Tuesday, March 25, 2025

Exploring Cocoa, Florida - TJ Maxx, Noodles, Artful Spaces, and Cheap Pineapples


Cocoa, Florida– 1 mile in dinghy, 8 kilometres walked 

I’d forgotten the noise of North America. The planes and helicopters flying overhead. Wailing sirens of the ambulances, fire trucks, and police cars. Crowds of people talking and shuffling around. The endless streams of traffic and vehicle sounds of roaring engines, amplified music, honking horns. I didn’t realize until today that an umbrella of quiet rests over the Bahamas and that we had become accustomed to it.

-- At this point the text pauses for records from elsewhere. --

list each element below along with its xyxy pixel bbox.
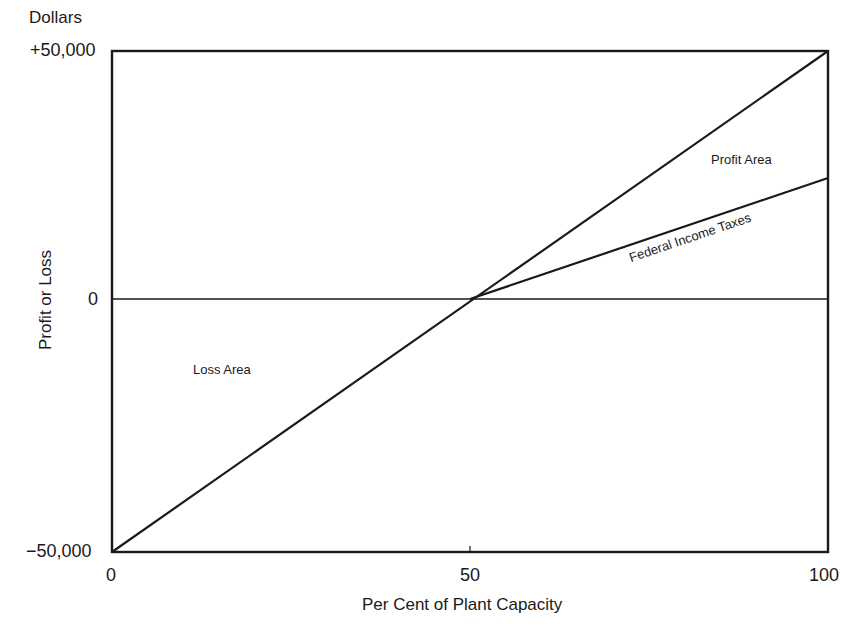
federal-income-taxes-line [470,178,828,299]
profit-area-label: Profit Area [711,152,772,167]
profit-loss-line [112,51,828,552]
loss-area-label: Loss Area [193,362,251,377]
plot-area [0,0,865,637]
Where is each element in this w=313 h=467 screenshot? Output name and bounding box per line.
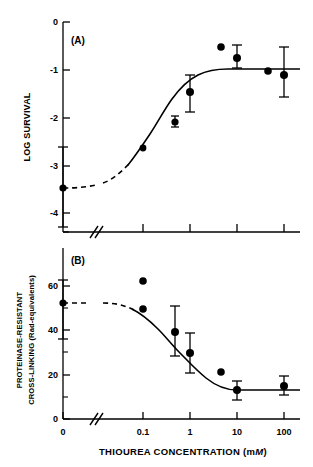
panel-a-datapoint-6 — [264, 67, 272, 75]
panel-b-datapoint-6 — [232, 381, 242, 400]
panel-b-label: (B) — [71, 255, 85, 266]
panel-b-datapoint-7 — [279, 376, 289, 395]
panel-a-datapoint-2 — [171, 116, 179, 127]
panel-a-datapoint-0 — [58, 147, 68, 227]
panel-a-datapoint-1 — [140, 145, 147, 152]
panel-b-datapoint-1 — [139, 277, 147, 285]
panel-b-datapoint-5 — [217, 368, 225, 376]
panel-a-ytick-label-m1: -1 — [50, 65, 58, 75]
figure-container: 0 -1 -2 -3 -4 (A) LOG SURVIVAL — [0, 0, 313, 467]
panel-b-ytick-label-40: 40 — [48, 325, 58, 335]
xtick-label-100: 100 — [276, 427, 291, 437]
x-axis-title-close: ) — [264, 446, 267, 457]
panel-b: 60 40 20 0 0 0.1 1 10 100 THIOUREA CONCE… — [15, 248, 300, 457]
dose-response-figure: 0 -1 -2 -3 -4 (A) LOG SURVIVAL — [0, 0, 313, 467]
panel-a: 0 -1 -2 -3 -4 (A) LOG SURVIVAL — [22, 17, 300, 238]
panel-b-y-axis-title-line2: CROSS-LINKING (Rad-equivalents) — [27, 275, 36, 405]
panel-a-label: (A) — [71, 35, 85, 46]
panel-b-fit-dashed-right — [103, 303, 134, 310]
panel-b-y-axis-title-line1: PROTEINASE-RESISTANT — [15, 292, 24, 389]
panel-a-fit-dashed-left — [63, 185, 96, 188]
panel-a-datapoint-5 — [232, 45, 242, 68]
panel-a-ytick-label-m4: -4 — [50, 208, 58, 218]
x-axis-title: THIOUREA CONCENTRATION (mM) — [99, 446, 267, 457]
panel-a-ytick-label-0: 0 — [53, 17, 58, 27]
panel-b-datapoint-2 — [139, 305, 147, 313]
panel-a-y-axis-title: LOG SURVIVAL — [22, 92, 32, 161]
x-axis-title-main: THIOUREA CONCENTRATION (m — [99, 446, 255, 457]
panel-b-ytick-label-60: 60 — [48, 281, 58, 291]
panel-b-ytick-label-20: 20 — [48, 370, 58, 380]
xtick-label-0: 0 — [60, 427, 65, 437]
panel-a-datapoint-7 — [279, 47, 289, 97]
panel-b-fit-curve — [132, 309, 300, 390]
panel-b-ytick-label-0: 0 — [53, 414, 58, 424]
panel-a-datapoint-3 — [185, 75, 195, 112]
panel-a-datapoint-4 — [217, 43, 225, 51]
panel-a-fit-dashed-right — [103, 163, 130, 183]
xtick-label-0p1: 0.1 — [137, 427, 150, 437]
panel-a-ytick-label-m2: -2 — [50, 113, 58, 123]
panel-a-ytick-label-m3: -3 — [50, 161, 58, 171]
panel-b-datapoint-3 — [170, 306, 180, 356]
panel-a-fit-curve — [128, 69, 300, 165]
xtick-label-10: 10 — [232, 427, 242, 437]
xtick-label-1: 1 — [187, 427, 192, 437]
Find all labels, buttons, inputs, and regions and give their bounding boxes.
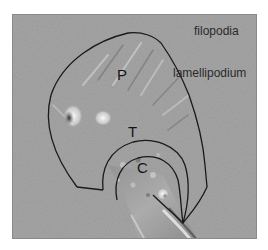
label-lamellipodium: lamellipodium <box>173 67 246 79</box>
label-transition-zone: T <box>128 124 137 139</box>
growth-cone-figure: filopodia lamellipodium P T C <box>0 0 268 250</box>
label-filopodia: filopodia <box>194 25 239 37</box>
label-peripheral-domain: P <box>117 67 127 82</box>
label-central-domain: C <box>137 160 148 175</box>
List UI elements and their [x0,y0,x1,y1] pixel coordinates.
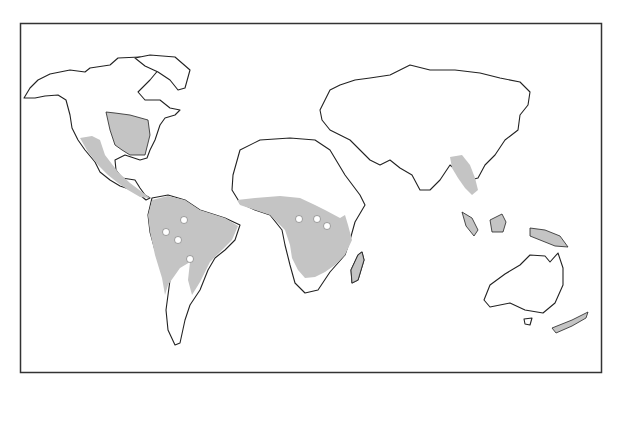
land-eurasia [320,65,530,190]
shaded-region-borneo [490,214,506,232]
marker [181,217,188,224]
world-map-final [0,0,638,426]
marker [175,237,182,244]
shaded-region-sumatra [462,212,478,236]
shaded-region-madagascar [351,252,364,283]
land-north-america [24,57,180,200]
land-australia [484,253,563,313]
marker [187,256,194,263]
marker [324,223,331,230]
land-tasmania [524,318,532,325]
shaded-region-new-zealand [552,312,588,333]
shaded-region-south-america [148,196,238,295]
shaded-region-new-guinea [530,228,568,247]
marker [163,229,170,236]
marker [296,216,303,223]
marker [314,216,321,223]
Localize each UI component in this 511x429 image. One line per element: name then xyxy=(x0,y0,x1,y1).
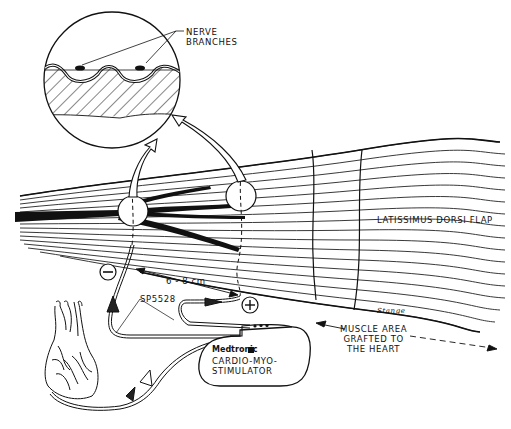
positive-electrode xyxy=(242,297,258,313)
magnified-inset xyxy=(40,12,184,148)
negative-electrode xyxy=(100,264,116,280)
heart-illustration xyxy=(45,301,98,399)
device-name-label: CARDIO-MYO- STIMULATOR xyxy=(212,356,277,376)
muscle-flap-label: LATISSIMUS DORSI FLAP xyxy=(377,215,493,225)
nerve-branches-label: NERVE BRANCHES xyxy=(186,27,237,47)
lead-label-pointers xyxy=(116,299,174,333)
lead-model-label: SP5528 xyxy=(140,294,176,304)
latissimus-dorsi-muscle xyxy=(20,139,505,333)
fascia-lines xyxy=(20,139,500,333)
distance-label: 6 - 8 cm xyxy=(166,276,206,286)
device-brand-label: Medtronic xyxy=(212,345,258,355)
signature: Stange xyxy=(377,306,406,316)
grafted-area-label: MUSCLE AREA GRAFTED TO THE HEART xyxy=(340,324,407,354)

Besides the racket, it was fun being back in the US. We had dinghy'd east over to the busy commercial area of Merritt Island which had dozens if not hundreds of stores. Ana's incredible retail radar pinged off the nearest TJ Maxx and she floated into the store on a cushion of joy and took her time browsing through the retail treasures therein. I even looked around for a few minutes and found a nice pot of blueberry jam for a mere $4.99. While Ana luxuriated amongst the leather belts, designer purses, plastic housewares, kitchen knick-knacks, and corn rows of discounted clothing, I went to the Publix supermarket around the corner to see what I could find and returned a while later with two bags, loaded with their best two-for-one deals for a mere twenty bucks.


It’s funny how the brain adjusts rapidly to one’s surroundings. During the trip to Florida, groceries became progressively more expensive to the point of it becoming painful to enter a grocery store in Florida. After spending three months sifting through pricey merchandise in Bahamian grocery stores, provisioning in Florida took on an aura of great value particularly when we found an Aldi grocery store and their scandalously low prices.


After walking across many hot pavements and asphalt surfaces made gooey by the 29-degree heat, carrying our load of goodies, we treated ourselves to lunch at Olive Garden to celebrate our return to the continent. We were aghast to find no hamburgers, conch fritters, or grouper fingers on the menu, so had to settle for unlimited garden salad and hot breadsticks, fettuccine alfredo, and spaghetti and meatballs. We resembled a couple of fat meatballs as we wobbled out of there, having added a take-out tray of fettuccine (midnight snack for later) to our stack of groceries for an additional three bucks.


Back at the boat, we quickly packed away the provisions, then dinghy’d over to the other side of the river to explore the smaller town of Cocoa Village, intrigued by the name and inspired by the other boaters we’d met who loved it.


Well, Cocoa Village is a beautiful little town, an artful diamond in the commercial rough, an artists’ retreat, with colourful and joyful spaces, diversity, shaded pathways, a classic theatre, many small cafes and bars, a French bakery, a busy children’s park, a beach volleyball court, a splash pad, and a gorgeous rotunda performance space, ringed by a brick-tiled covered walkway. Sadly, most of the businesses were closed on a Monday, but during our ride back to the boat we discussed staying another half day to more fully experience this lovely town.


Since our digestive systems were still diligently processing the pasta noodles consumed for lunch, there was no need to make dinner so we had a long sundowner in the cockpit, made a couple of phone calls, and enjoyed the light show from the tiny storm cell passing overhead, throwing lightning bolts and a bit of rain.